Sixty years ago, the Advanced Research Projects Agency was given the task of staving off surprises.
The Soviet Union had just launched Sputnik, and even amid the heightened vigilance of the cold war, the technological sophistication that crowned the Soviets the first nation in space caught the United States off-guard.
Searching for a way to avoid a reprise, the U.S. trained its focus on science and technology as the raw materials of a robust national-security apparatus: Aggressively pursuing novel ideas and underwriting them as they blossomed into breakthroughs, would allow the country to wield its own technological surprises when necessary and guard against being surprised again.
To identify and nurture those nascent technologies, the Department of Defense established an agency that was later renamed the Defense Advanced Research Projects Agency and is now commonly known as DARPA.
On Oct. 5, DARPA director Steven Walker will be on campus to share his perspective on how the agency pulls off its ambitious mission and how Virginia Tech can expand its role.
Walker’s talk, part of the Hugh and Ethel Kelly Lecture Series, will be held at 8:30 a.m. in the Quillen Family Auditorium in Goodwin Hall. Virginia Tech President Tim Sands will introduce the speaker.
DARPA invests strategically in high-risk, high-payoff research initiatives, with a vast portfolio that covers the spectrum of science and engineering, including biology; advanced vehicles for sea, ground, air, and space; information technology; social and behavioral science; and integrated systems.
Walker will give the audience a glimpse into some of the agency’s most innovative projects, from improving gene editing to using single molecules as sensors to building machines that collaborate fluently with humans.
Walker has directed the agency since November 2017, following stints as deputy director and acting director.
His decorated career in public service has spanned more than 30 years. Walker served as the deputy assistant secretary of the Air Force for science, technology, and engineering, overseeing more than 14,000 scientists and engineers and a budget of $2 billion. He has also held key science and technology positions at the Air Force Research Laboratory and the Pentagon.
Walker earned bachelor’s and doctoral degrees in aerospace engineering from the University of Notre Dame, and a master’s degree in mechanical engineering from the University of Dayton.
But he has strong connections to Virginia Tech; he’s the father of one current student and one alumnus.

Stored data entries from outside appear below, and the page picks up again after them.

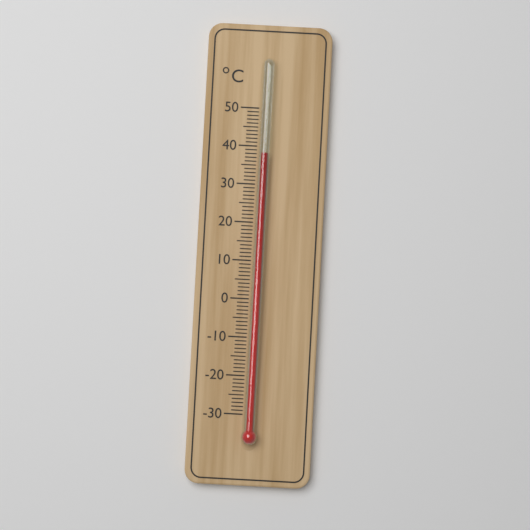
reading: 38 °C
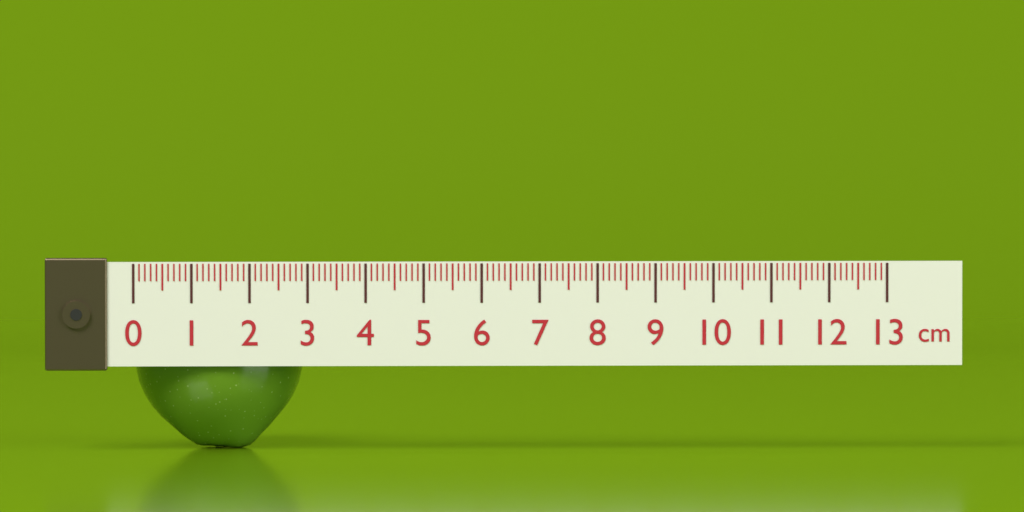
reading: 2.9 cm
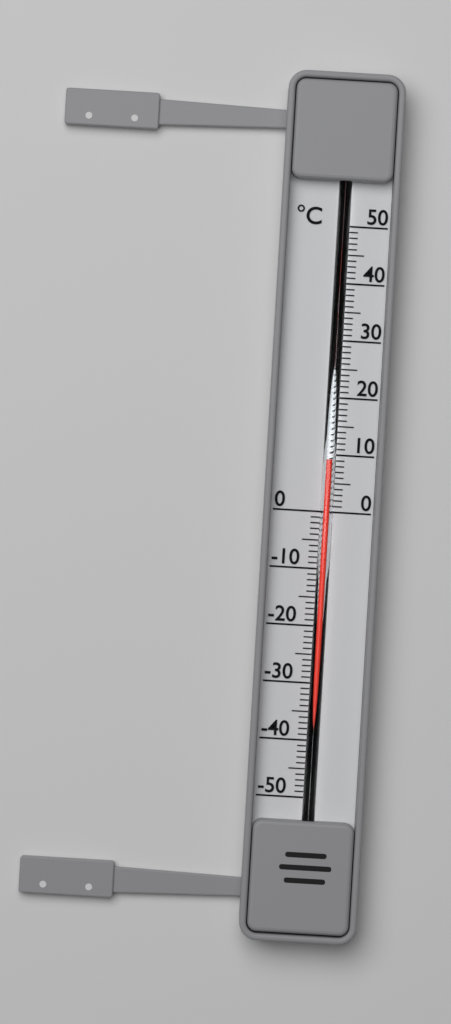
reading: 9 °C
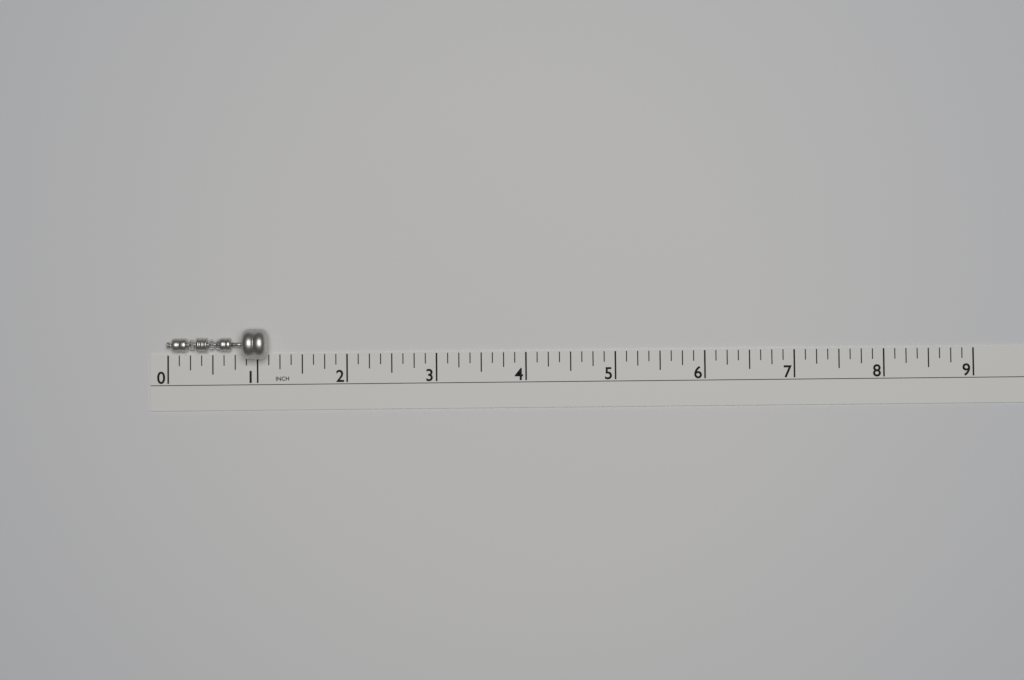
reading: 1.125 in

The Hugh and Ethel Kelly Lecture Series was established in 2013 by the Institute for Critical Technology and Applied Science with funding from the Kelly Gift to the College of Engineering.
Hugh Kelly was a double alumnus of Virginia Tech, earning bachelor’s and master’s degrees in electrical engineering. He went on to work as a researcher at AT&T’s Bell Labs, where he played key roles in groundbreaking projects, including the 1962 launch of the Telstar communications satellite. Following Kelly’s death in 1989, Ethel Kelly generously supported the College of Engineering as a way of honoring her husband’s legacy. Kelly Hall, which houses the main offices of the Institute for Critical Technology and Applied Science, is also named in honor of the couple.
The distinguished speaker series honors the Kellys by bringing visionary thinkers to campus to share their expertise and insight with the Virginia Tech community. Previous speakers include two Nobel Prize winners and a secretary emeritus of the Smithsonian Institution.